Raspberry Pi SD card benchmark

Another update: Sebastian Sjoholm very kindly sent the results of him benchmarking his own Raspberry Pi with both a 4GB SD card (Samsung) and a 60GB OCZ Vertex SSD connected via a USB to SATA adapter. On firmware 346337 he used kernel version 3.2.27 and on 364242 he used 3.6.11. This makes it tricky to know whether the firmware or kernel version is having an effect on the differing results, so take those with a pinch of salt. It appears the SSD and SD card give similar read performance, but much different write performance. Worth knowing, thanks Sebastian!

Device Firmware Cache Read Buffer Read DD Read DD Write
4GB SD Card 346337 71.90 MB/s 17.33 MB/s 19.8 MB/s 7.8 MB/s
364242 156.86 MB/s 17.98 MB/s 20.2 MB/s 8.0 MB/s
OCZ Vertex Plus 60Gb SSD 346337 155.21 MB/s 18.37 MB/s 20.4 MB/s 17.9 MB/s
364242 161.92 MB/s 24.20 MB/s 24.6 MB/s 22.9 MB/s

Update: It’s possible that the new Raspberry Pi beta of Debian ‘wheezy’ (I tested using ‘squeeze’) will give better performance than what I detail here.

I notice a lot of people massively overestimating the performance a Raspberry Pi in the media and on their forums; people discuss using it as a file server or a network router, neither of which it would be great at doing.

To demonstrate this, I have done a quick benchmark of SD card read performance on the Raspberry Pi today using hdparm which is admittedly designed for ATA drives, but I don’t think that matters. I’m using this Class 10 16GB SDHC card.

pi@raspberrypi:~$ sudo hdparm -t /dev/mmcblk0
/dev/mmcblk0:
  Timing buffered disk reads:  14 MB in  3.13 seconds =   4.48 MB/sec

pi@raspberrypi:~$ sudo hdparm -T /dev/mmcblk0
/dev/mmcblk0:
  Timing cached reads:   136 MB in  2.02 seconds =  67.30 MB/sec

The important value is the first one, showing 4.4MB/s. A Class 10 SD card can theoretically reach 10MB/s so I’m guessing 6MB/s is lost on the USB bus or Linux SD card driver; which is a lot. I don’t know if the same performance would be achieved with an external USB hard drive, I expect the answer is ‘probably’.

For comparison, here’s a consumer SATA drive in my Linux server:

jalada@tombraider:~$ sudo hdparm -t /dev/sdb
/dev/sdb:
  Timing buffered disk reads: 368 MB in  3.01 seconds = 122.10 MB/sec

jalada@tombraider:~$ sudo hdparm -T /dev/sdb
/dev/sdb:
  Timing cached reads:   1946 MB in  2.00 seconds = 973.86 MB/sec

It would be interesting to benchmark the SD card in another machine, to see if I’m right about the lost 6MB/s.

Edit: At request, I benchmarked the same SD card in another device. I benchmarked using my SD card slot in my Macbook Air. I’ll admit the test is different as I couldn’t use hdparm, instead I used ‘AJA System Test’.

The results were:

Write: 13.6MB/s
Read: 20.5MB/s

Given that this is a Class 10, those results seem a little high, but I guess it should help give a rough idea of the difference in performance. If I get chance, I’ll do the same test with hdparm on Linux.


* [Requirement] Print the entries exactly; skip the pictures.
(Entries supplied)
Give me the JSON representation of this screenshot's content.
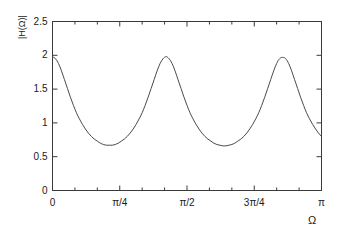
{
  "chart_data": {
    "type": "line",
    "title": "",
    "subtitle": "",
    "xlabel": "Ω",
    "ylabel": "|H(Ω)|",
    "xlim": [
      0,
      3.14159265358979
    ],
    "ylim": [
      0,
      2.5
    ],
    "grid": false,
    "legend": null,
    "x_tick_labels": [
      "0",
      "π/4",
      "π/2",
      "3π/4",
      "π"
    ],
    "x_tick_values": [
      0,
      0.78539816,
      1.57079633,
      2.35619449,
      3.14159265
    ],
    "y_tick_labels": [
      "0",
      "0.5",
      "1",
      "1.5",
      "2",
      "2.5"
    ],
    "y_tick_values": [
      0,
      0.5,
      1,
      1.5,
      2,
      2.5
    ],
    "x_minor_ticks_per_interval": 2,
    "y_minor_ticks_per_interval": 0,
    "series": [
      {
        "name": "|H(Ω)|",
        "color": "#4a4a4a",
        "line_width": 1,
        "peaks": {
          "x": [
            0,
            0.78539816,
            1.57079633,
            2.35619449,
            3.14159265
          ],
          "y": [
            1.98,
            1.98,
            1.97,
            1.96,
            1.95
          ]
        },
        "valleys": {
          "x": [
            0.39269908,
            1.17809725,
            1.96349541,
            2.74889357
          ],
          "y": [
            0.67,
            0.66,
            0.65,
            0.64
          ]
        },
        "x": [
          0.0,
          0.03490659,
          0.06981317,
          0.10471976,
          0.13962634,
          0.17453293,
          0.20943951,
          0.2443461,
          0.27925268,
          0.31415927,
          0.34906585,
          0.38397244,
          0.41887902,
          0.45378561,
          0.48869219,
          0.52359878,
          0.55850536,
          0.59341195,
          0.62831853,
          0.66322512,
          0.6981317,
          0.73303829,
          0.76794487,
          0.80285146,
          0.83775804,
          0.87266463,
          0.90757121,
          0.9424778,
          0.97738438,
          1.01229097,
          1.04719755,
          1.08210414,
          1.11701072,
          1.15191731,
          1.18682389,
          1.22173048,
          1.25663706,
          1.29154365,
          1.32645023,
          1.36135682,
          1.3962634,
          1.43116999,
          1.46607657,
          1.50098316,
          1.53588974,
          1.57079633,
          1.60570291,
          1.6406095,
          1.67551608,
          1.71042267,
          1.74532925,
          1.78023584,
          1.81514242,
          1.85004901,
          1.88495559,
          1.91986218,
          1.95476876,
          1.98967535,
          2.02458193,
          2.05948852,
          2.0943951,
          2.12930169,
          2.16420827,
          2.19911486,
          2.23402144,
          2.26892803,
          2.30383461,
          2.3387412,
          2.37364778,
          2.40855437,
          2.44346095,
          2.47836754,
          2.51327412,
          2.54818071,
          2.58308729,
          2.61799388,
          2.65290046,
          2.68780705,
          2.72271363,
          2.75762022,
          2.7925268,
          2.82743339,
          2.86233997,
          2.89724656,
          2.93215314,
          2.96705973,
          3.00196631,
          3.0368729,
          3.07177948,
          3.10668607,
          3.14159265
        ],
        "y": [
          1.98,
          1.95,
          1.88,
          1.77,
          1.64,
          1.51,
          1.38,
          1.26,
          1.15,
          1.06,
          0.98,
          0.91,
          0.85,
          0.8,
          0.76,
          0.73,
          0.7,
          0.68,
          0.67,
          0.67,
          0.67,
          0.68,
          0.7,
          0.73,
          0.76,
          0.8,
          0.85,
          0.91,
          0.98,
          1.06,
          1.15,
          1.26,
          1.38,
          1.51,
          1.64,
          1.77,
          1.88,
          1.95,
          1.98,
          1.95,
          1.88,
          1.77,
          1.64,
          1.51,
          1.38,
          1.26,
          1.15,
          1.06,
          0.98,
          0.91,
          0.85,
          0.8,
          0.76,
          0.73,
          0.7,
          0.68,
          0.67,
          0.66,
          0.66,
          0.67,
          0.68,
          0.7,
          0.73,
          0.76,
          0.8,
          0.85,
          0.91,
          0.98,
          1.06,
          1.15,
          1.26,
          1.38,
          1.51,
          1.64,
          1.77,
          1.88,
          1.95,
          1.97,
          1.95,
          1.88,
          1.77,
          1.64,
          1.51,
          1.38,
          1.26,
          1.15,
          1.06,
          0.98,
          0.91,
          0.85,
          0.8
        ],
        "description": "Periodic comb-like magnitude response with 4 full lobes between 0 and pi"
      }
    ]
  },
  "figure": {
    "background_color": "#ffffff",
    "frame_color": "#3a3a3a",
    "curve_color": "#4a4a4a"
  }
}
(End Entries supplied)
* [Completed task]
Give me the JSON representation of this screenshot's content.
{
  "chart_data": {
    "type": "line",
    "title": "",
    "subtitle": "",
    "xlabel": "Ω",
    "ylabel": "|H(Ω)|",
    "xlim": [
      0,
      3.14159265358979
    ],
    "ylim": [
      0,
      2.5
    ],
    "grid": false,
    "legend": null,
    "x_tick_labels": [
      "0",
      "π/4",
      "π/2",
      "3π/4",
      "π"
    ],
    "x_tick_values": [
      0,
      0.78539816,
      1.57079633,
      2.35619449,
      3.14159265
    ],
    "y_tick_labels": [
      "0",
      "0.5",
      "1",
      "1.5",
      "2",
      "2.5"
    ],
    "y_tick_values": [
      0,
      0.5,
      1,
      1.5,
      2,
      2.5
    ],
    "x_minor_ticks_per_interval": 2,
    "y_minor_ticks_per_interval": 0,
    "series": [
      {
        "name": "|H(Ω)|",
        "color": "#4a4a4a",
        "line_width": 1,
        "peaks": {
          "x": [
            0,
            0.78539816,
            1.57079633,
            2.35619449,
            3.14159265
          ],
          "y": [
            1.98,
            1.98,
            1.97,
            1.96,
            1.95
          ]
        },
        "valleys": {
          "x": [
            0.39269908,
            1.17809725,
            1.96349541,
            2.74889357
          ],
          "y": [
            0.67,
            0.66,
            0.65,
            0.64
          ]
        },
        "x": [
          0.0,
          0.03490659,
          0.06981317,
          0.10471976,
          0.13962634,
          0.17453293,
          0.20943951,
          0.2443461,
          0.27925268,
          0.31415927,
          0.34906585,
          0.38397244,
          0.41887902,
          0.45378561,
          0.48869219,
          0.52359878,
          0.55850536,
          0.59341195,
          0.62831853,
          0.66322512,
          0.6981317,
          0.73303829,
          0.76794487,
          0.80285146,
          0.83775804,
          0.87266463,
          0.90757121,
          0.9424778,
          0.97738438,
          1.01229097,
          1.04719755,
          1.08210414,
          1.11701072,
          1.15191731,
          1.18682389,
          1.22173048,
          1.25663706,
          1.29154365,
          1.32645023,
          1.36135682,
          1.3962634,
          1.43116999,
          1.46607657,
          1.50098316,
          1.53588974,
          1.57079633,
          1.60570291,
          1.6406095,
          1.67551608,
          1.71042267,
          1.74532925,
          1.78023584,
          1.81514242,
          1.85004901,
          1.88495559,
          1.91986218,
          1.95476876,
          1.98967535,
          2.02458193,
          2.05948852,
          2.0943951,
          2.12930169,
          2.16420827,
          2.19911486,
          2.23402144,
          2.26892803,
          2.30383461,
          2.3387412,
          2.37364778,
          2.40855437,
          2.44346095,
          2.47836754,
          2.51327412,
          2.54818071,
          2.58308729,
          2.61799388,
          2.65290046,
          2.68780705,
          2.72271363,
          2.75762022,
          2.7925268,
          2.82743339,
          2.86233997,
          2.89724656,
          2.93215314,
          2.96705973,
          3.00196631,
          3.0368729,
          3.07177948,
          3.10668607,
          3.14159265
        ],
        "y": [
          1.98,
          1.95,
          1.88,
          1.77,
          1.64,
          1.51,
          1.38,
          1.26,
          1.15,
          1.06,
          0.98,
          0.91,
          0.85,
          0.8,
          0.76,
          0.73,
          0.7,
          0.68,
          0.67,
          0.67,
          0.67,
          0.68,
          0.7,
          0.73,
          0.76,
          0.8,
          0.85,
          0.91,
          0.98,
          1.06,
          1.15,
          1.26,
          1.38,
          1.51,
          1.64,
          1.77,
          1.88,
          1.95,
          1.98,
          1.95,
          1.88,
          1.77,
          1.64,
          1.51,
          1.38,
          1.26,
          1.15,
          1.06,
          0.98,
          0.91,
          0.85,
          0.8,
          0.76,
          0.73,
          0.7,
          0.68,
          0.67,
          0.66,
          0.66,
          0.67,
          0.68,
          0.7,
          0.73,
          0.76,
          0.8,
          0.85,
          0.91,
          0.98,
          1.06,
          1.15,
          1.26,
          1.38,
          1.51,
          1.64,
          1.77,
          1.88,
          1.95,
          1.97,
          1.95,
          1.88,
          1.77,
          1.64,
          1.51,
          1.38,
          1.26,
          1.15,
          1.06,
          0.98,
          0.91,
          0.85,
          0.8
        ],
        "description": "Periodic comb-like magnitude response with 4 full lobes between 0 and pi"
      }
    ]
  },
  "figure": {
    "background_color": "#ffffff",
    "frame_color": "#3a3a3a",
    "curve_color": "#4a4a4a"
  }
}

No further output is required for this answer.